Not literally...but I'm getting close.
My grandmother sighs. “Let's get you out of the water,” she tells me. She turns and strides across the stream, pulling herself up and out of the rushing flow by grasping onto a sapling and hauling herself up and out of the water.
She doesn't even strain.
I want to argue her, ask her to try again...but the cold makes it impossible for me to speak at the moment. So I stumble my way through the water after her. I, unlike my grandmother, almost lose my footing several times on the finicky stones of the stream bed. When I reach the edge of the embankment, I, grasp a sapling too, and try to pull myself up onto the bank.
I feel leaden, like every part of me has begun turning to stone in the freezing water. It takes me several attempts (and a moment where I genuinely thought I was going to black out), but I finally get my frozen muscles to cooperate enough.

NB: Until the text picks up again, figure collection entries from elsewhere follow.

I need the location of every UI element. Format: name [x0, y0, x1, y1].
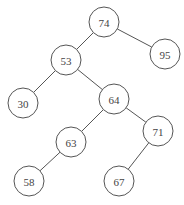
- node-label: 53: [61, 55, 73, 67]
- edge-53-64: [78, 69, 103, 89]
- tree-node-71: 71: [143, 116, 173, 146]
- node-label: 71: [153, 126, 164, 138]
- tree-node-64: 64: [99, 84, 129, 114]
- node-label: 58: [24, 176, 36, 188]
- tree-node-63: 63: [56, 127, 86, 157]
- edge-53-30: [34, 71, 56, 93]
- edge-64-71: [126, 108, 146, 122]
- tree-edges: [34, 29, 152, 171]
- edge-64-63: [82, 110, 104, 132]
- node-label: 30: [18, 98, 30, 110]
- node-label: 63: [66, 137, 78, 149]
- tree-node-95: 95: [150, 39, 180, 69]
- tree-diagram: 745395306463715867: [0, 0, 184, 205]
- node-label: 67: [114, 176, 126, 188]
- node-label: 74: [99, 17, 111, 29]
- edge-74-95: [117, 29, 151, 47]
- tree-node-30: 30: [8, 88, 38, 118]
- tree-nodes: 745395306463715867: [8, 7, 180, 196]
- edge-63-58: [40, 152, 60, 171]
- edge-71-67: [128, 143, 149, 169]
- tree-node-53: 53: [51, 45, 81, 75]
- edge-74-53: [77, 33, 94, 50]
- tree-node-74: 74: [89, 7, 119, 37]
- tree-node-58: 58: [14, 166, 44, 196]
- node-label: 95: [160, 49, 172, 61]
- tree-node-67: 67: [104, 166, 134, 196]
- node-label: 64: [109, 94, 121, 106]
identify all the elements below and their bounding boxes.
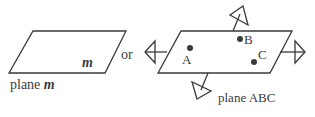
point-b (237, 36, 243, 42)
arrow-up-icon (230, 6, 248, 31)
plane-m-caption: plane m (10, 78, 55, 92)
arrow-left-icon (145, 41, 167, 63)
arrow-right-icon (280, 41, 305, 63)
point-b-label: B (244, 33, 253, 46)
or-connector: or (121, 48, 133, 62)
point-a (187, 45, 193, 51)
plane-m-shape (9, 31, 126, 73)
plane-abc-shape (158, 31, 292, 73)
arrow-down-icon (192, 73, 211, 99)
point-a-label: A (182, 53, 191, 66)
point-c-label: C (258, 48, 267, 61)
point-c (251, 59, 257, 65)
plane-m-inner-label: m (82, 56, 93, 70)
plane-word: plane (10, 77, 40, 92)
plane-m-name: m (44, 77, 55, 92)
plane-abc-caption: plane ABC (218, 91, 275, 104)
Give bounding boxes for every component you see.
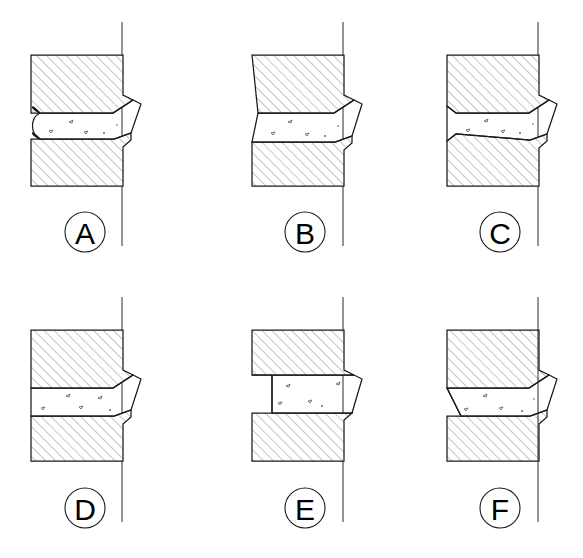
drawing-sheet: A B — [0, 0, 583, 558]
callout-label-c: C — [489, 217, 511, 250]
upper-block-fill-e — [252, 330, 354, 375]
joint-detail-drawing: A B — [0, 0, 583, 558]
upper-block-fill-f — [447, 330, 549, 388]
upper-block-fill-c — [447, 55, 549, 113]
callout-label-b: B — [295, 217, 315, 250]
callout-label-e: E — [295, 493, 315, 526]
lower-block-fill-c — [447, 134, 547, 186]
callout-label-f: F — [491, 493, 509, 526]
lower-block-fill-d — [31, 410, 131, 461]
upper-block-fill-b — [252, 55, 354, 113]
lower-block-fill-a — [31, 133, 130, 186]
lower-block-fill-b — [252, 136, 352, 186]
upper-block-fill-d — [31, 330, 133, 388]
callout-label-d: D — [74, 493, 96, 526]
lower-block-fill-f — [447, 410, 547, 461]
lower-block-fill-e — [252, 413, 352, 461]
upper-block-fill-a — [31, 55, 133, 113]
callout-label-a: A — [75, 217, 95, 250]
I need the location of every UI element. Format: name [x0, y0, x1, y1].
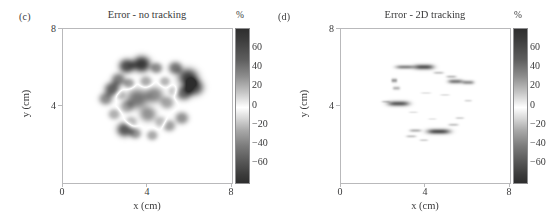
x-tick-mark-8 [231, 183, 232, 187]
x-axis-title: x (cm) [62, 200, 232, 211]
x-tick-label-0: 0 [52, 186, 72, 197]
colorbar [513, 28, 528, 184]
panel-label: (c) [19, 11, 31, 22]
x-tick-label-0: 0 [330, 186, 350, 197]
colorbar-tick-m20: −20 [530, 118, 549, 129]
y-tick-label-4: 4 [318, 100, 334, 111]
colorbar [235, 28, 250, 184]
panel-label: (d) [278, 11, 290, 22]
x-tick-label-8: 8 [221, 186, 241, 197]
plot-area [62, 28, 233, 184]
colorbar-unit-label: % [514, 10, 522, 20]
panel-error-2d-tracking: (d) Error - 2D tracking 8 4 0 4 8 x (cm)… [275, 0, 549, 220]
colorbar-tick-m60: −60 [530, 156, 549, 167]
x-tick-mark-4 [146, 183, 147, 187]
y-axis-title: y (cm) [20, 90, 31, 118]
y-tick-label-8: 8 [40, 23, 56, 34]
y-tick-mark-4 [58, 105, 62, 106]
panel-error-no-tracking: (c) Error - no tracking 8 4 0 4 8 x (cm)… [0, 0, 274, 220]
colorbar-tick-20: 20 [530, 79, 549, 90]
panel-title: Error - no tracking [62, 9, 232, 20]
x-tick-mark-0 [62, 183, 63, 187]
y-tick-label-8: 8 [318, 23, 334, 34]
y-tick-mark-8 [336, 28, 340, 29]
colorbar-tick-60: 60 [530, 41, 549, 52]
y-tick-mark-8 [58, 28, 62, 29]
colorbar-unit-label: % [236, 10, 244, 20]
plot-area [340, 28, 511, 184]
x-tick-label-4: 4 [415, 186, 435, 197]
x-tick-mark-8 [509, 183, 510, 187]
figure-error-maps: (c) Error - no tracking 8 4 0 4 8 x (cm)… [0, 0, 549, 220]
x-tick-label-4: 4 [137, 186, 157, 197]
y-tick-mark-4 [336, 105, 340, 106]
panel-title: Error - 2D tracking [340, 9, 510, 20]
x-tick-mark-0 [340, 183, 341, 187]
colorbar-tick-m40: −40 [530, 137, 549, 148]
colorbar-tick-40: 40 [530, 60, 549, 71]
colorbar-tick-0: 0 [530, 99, 549, 110]
x-tick-mark-4 [424, 183, 425, 187]
x-tick-label-8: 8 [499, 186, 519, 197]
heatmap-canvas [341, 29, 510, 183]
heatmap-canvas [63, 29, 232, 183]
y-tick-label-4: 4 [40, 100, 56, 111]
x-axis-title: x (cm) [340, 200, 510, 211]
y-axis-title: y (cm) [298, 90, 309, 118]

I crawl out of the water and up into the snow on the stream's bank. My wet hands, sinking into the snow, turn the edges into crumbly ice. My skin burns, my feet are on fire, everything's on fire...

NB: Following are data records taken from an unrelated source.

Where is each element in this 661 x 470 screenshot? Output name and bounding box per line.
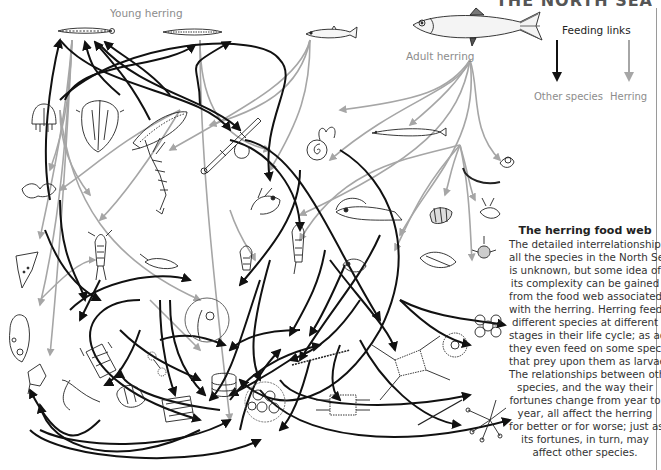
- feeding-link: [290, 250, 325, 335]
- info-line: for better or for worse; just as: [509, 420, 661, 433]
- mysid-icon: [140, 254, 178, 269]
- legend-label-other-species: Other species: [534, 91, 603, 102]
- chaetoceros-icon: [372, 336, 450, 400]
- feeding-link: [240, 170, 300, 285]
- herring-link: [300, 60, 470, 215]
- small-shrimp-icon: [480, 198, 500, 218]
- info-line: with the herring. Herring feed on: [509, 303, 661, 316]
- feeding-link: [330, 260, 395, 350]
- feeding-link: [280, 360, 310, 430]
- info-title: The herring food web: [509, 224, 661, 238]
- adult-herring-icon: [413, 8, 542, 46]
- ceratium-icon: [16, 252, 38, 288]
- juvenile-herring-icon: [306, 26, 357, 38]
- info-line: The detailed interrelationship of: [509, 238, 661, 251]
- crab-larva-icon: [472, 236, 496, 258]
- comb-jelly-icon: [76, 100, 124, 152]
- larval-creature-icon: [500, 157, 514, 167]
- asterionella-icon: [466, 400, 506, 442]
- feeding-link: [160, 300, 175, 395]
- herring-link: [470, 60, 500, 160]
- info-line: is unknown, but some idea of: [509, 264, 661, 277]
- adult-herring-label: Adult herring: [406, 50, 475, 62]
- herring-link: [200, 40, 230, 420]
- legend-label-herring: Herring: [610, 91, 647, 102]
- spine-icon: [62, 380, 100, 410]
- herring-link: [40, 40, 72, 305]
- info-line: year, all affect the herring: [509, 407, 661, 420]
- info-box: The herring food web The detailed interr…: [509, 224, 661, 459]
- noctiluca-icon: [10, 315, 30, 362]
- amphipod-icon: [430, 207, 452, 224]
- herring-link: [340, 60, 470, 110]
- copepod-icon: [292, 225, 304, 275]
- info-line: The relationships between other: [509, 368, 661, 381]
- herring-link: [200, 40, 270, 150]
- info-line: stages in their life cycle; as adults: [509, 329, 661, 342]
- feeding-link: [65, 45, 195, 100]
- info-line: species, and the way their: [509, 381, 661, 394]
- radiolarian-icon: [185, 298, 229, 342]
- herring-link: [330, 60, 470, 160]
- info-line: that prey upon them as larvae.: [509, 355, 661, 368]
- young-herring-larva-1-icon: [58, 28, 115, 34]
- info-line: from the food web associated: [509, 290, 661, 303]
- young-herring-label: Young herring: [110, 7, 183, 19]
- sand-eel-icon: [372, 128, 446, 136]
- feeding-link: [60, 44, 286, 180]
- herring-link: [230, 210, 255, 260]
- herring-link: [460, 145, 472, 260]
- copepod-icon: [88, 230, 112, 280]
- copepod-icon: [240, 246, 252, 270]
- mysid-icon: [251, 188, 280, 214]
- info-line: affect other species.: [509, 446, 661, 459]
- other-species-links: [30, 40, 510, 458]
- info-line: its complexity can be gained: [509, 277, 661, 290]
- herring-link: [100, 110, 180, 220]
- medusa-icon: [32, 104, 56, 132]
- info-line: different species at different: [509, 316, 661, 329]
- herring-link: [300, 145, 460, 240]
- info-line: its fortunes, in turn, may: [509, 433, 661, 446]
- legend-title: Feeding links: [562, 24, 631, 36]
- info-line: fortunes change from year to: [509, 394, 661, 407]
- feeding-link: [90, 300, 200, 420]
- dinoflagellate-icon: [28, 364, 46, 394]
- shrimp-icon: [145, 138, 168, 214]
- feeding-link: [400, 300, 470, 345]
- pteropod-icon: [307, 127, 335, 160]
- feeding-link: [253, 260, 270, 380]
- feeding-link: [60, 200, 85, 300]
- info-line: all the species in the North Sea: [509, 251, 661, 264]
- young-herring-larva-2-icon: [163, 29, 222, 35]
- coccolith-cluster-icon: [245, 382, 285, 422]
- flower-colony-icon: [475, 315, 501, 337]
- info-line: they even feed on some species: [509, 342, 661, 355]
- feeding-link: [300, 235, 380, 360]
- info-body: The detailed interrelationship ofall the…: [509, 238, 661, 459]
- herring-link: [395, 145, 460, 250]
- copepod-icon: [420, 252, 456, 267]
- herring-link: [210, 40, 310, 125]
- feeding-link: [280, 380, 470, 405]
- cladoceran-icon: [343, 259, 366, 272]
- feeding-link: [360, 340, 460, 425]
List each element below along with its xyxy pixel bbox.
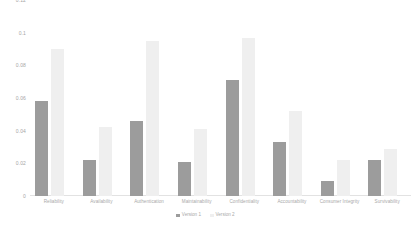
- x-axis-tick-label: Consumer Integrity: [316, 200, 364, 205]
- bar-group: [125, 0, 173, 196]
- y-axis-tick-label: 0.02: [16, 161, 26, 166]
- y-axis-tick-label: 0.08: [16, 63, 26, 68]
- chart-legend: Version 1Version 2: [0, 213, 411, 218]
- x-axis-tick-label: Maintainability: [173, 200, 221, 205]
- bar-version-1[interactable]: [226, 80, 239, 196]
- bar-group: [268, 0, 316, 196]
- bar-version-2[interactable]: [146, 41, 159, 196]
- bar-version-1[interactable]: [273, 142, 286, 196]
- bar-version-2[interactable]: [51, 49, 64, 196]
- y-axis-tick-label: 0.06: [16, 96, 26, 101]
- bar-group: [363, 0, 411, 196]
- bar-version-2[interactable]: [99, 127, 112, 196]
- bar-version-2[interactable]: [194, 129, 207, 196]
- bar-version-2[interactable]: [337, 160, 350, 196]
- x-axis-tick-labels: ReliabilityAvailabilityAuthenticationMai…: [30, 200, 411, 210]
- bar-group: [30, 0, 78, 196]
- x-axis-tick-label: Availability: [78, 200, 126, 205]
- bar-group: [221, 0, 269, 196]
- x-axis-tick-label: Reliability: [30, 200, 78, 205]
- y-axis-tick-label: 0: [23, 194, 26, 199]
- legend-label: Version 1: [182, 213, 201, 218]
- legend-swatch-icon: [210, 214, 214, 218]
- bar-chart: 00.020.040.060.080.10.12 ReliabilityAvai…: [0, 0, 411, 228]
- y-axis-tick-label: 0.04: [16, 128, 26, 133]
- legend-item[interactable]: Version 1: [176, 213, 201, 218]
- plot-area: [30, 0, 411, 196]
- y-axis-tick-label: 0.12: [16, 0, 26, 3]
- bar-version-2[interactable]: [289, 111, 302, 196]
- legend-label: Version 2: [216, 213, 235, 218]
- bar-version-1[interactable]: [83, 160, 96, 196]
- bar-version-1[interactable]: [321, 181, 334, 196]
- x-axis-tick-label: Accountability: [268, 200, 316, 205]
- x-axis-tick-label: Survivability: [363, 200, 411, 205]
- bar-version-1[interactable]: [178, 162, 191, 196]
- bar-version-1[interactable]: [130, 121, 143, 196]
- bar-group: [173, 0, 221, 196]
- bar-group: [316, 0, 364, 196]
- y-axis: 00.020.040.060.080.10.12: [0, 0, 30, 200]
- bar-version-1[interactable]: [35, 101, 48, 196]
- x-axis-tick-label: Authentication: [125, 200, 173, 205]
- legend-swatch-icon: [176, 214, 180, 218]
- bar-group: [78, 0, 126, 196]
- bar-version-2[interactable]: [242, 38, 255, 196]
- x-axis-tick-label: Confidentiality: [221, 200, 269, 205]
- y-axis-tick-label: 0.1: [19, 30, 26, 35]
- bar-version-1[interactable]: [368, 160, 381, 196]
- bar-version-2[interactable]: [384, 149, 397, 196]
- legend-item[interactable]: Version 2: [210, 213, 235, 218]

But not because I'm transforming into my wolf self.
It's because I'm crawling around in the snow naked.
I don't recommend it.
I manage to cover my more private areas with my hands and arms, even as I shake. I glance up at my grandmother and try to keep her eye conta
ct, even though staying still is a bit difficult at the moment.
I feel like I'm going to vibrate out of my body from how hard I'm shivering.
For my grandmother's part, she remains unfazed by all of it. Marie stares down at me, hands on her hips, a frown curling her mouth down at the corners.
“That was supposed to work. Shit,” she says succinctly. And then she shakes her head. “You should be a wolf right about now.”
“But... I'm... not...” I point out the obvious between teeth chattering.
“Well, we know one thing.” My grandmother sighs. “There is wolf in you. That wading out and staying in the stream bit, hell, even what you're doing right now, would probably be the death of a human. But you're managing pretty well. That's the wolf in you.” She reaches down and slaps my back.
I grimace and stare up at her.
Is she...smiling?
But no, she's clearly frowning again, gazing down at me with feigned concern.
She opens her mouth, is about to say something else, but the muffled sound of voices reaches us.
As my grandmother turns away to greet the newcomers, I see it.
Yes. It's there.
The hint of a very unfriendly grin.
It's wiped away immediately, of course, as she turns to face the two women—one of them Silver—who slide down the embankment toward us...
But it was there.
I couldn't possibly have imagined it.
I saw it, saw her mouth curl up at the corners with an insipid glee.
A chill moves through me by degrees...
But it has nothing to do with the winter weather.
Silver devours the space between us. She crouches down beside me, and then everything else is momentarily forgotten as she wraps me in her warm arms and drapes a heavy coat about my shoulders.
She draws me close, and the heat of her body burns through the first layer of my frozen skin. Everything blossoms into pins and needles as I begin to thaw out a little.
Silver searches my face for some hint of pain, squeezing me gently.
“What happened?” she murmurs, at the same time that the other woman—younger than Marie, and wearing a thick blue down jacket—nods toward me.
She asks a kind of normal question, considering the circumstances: “What's going on?”
But Marie, apparently, does not have time for this.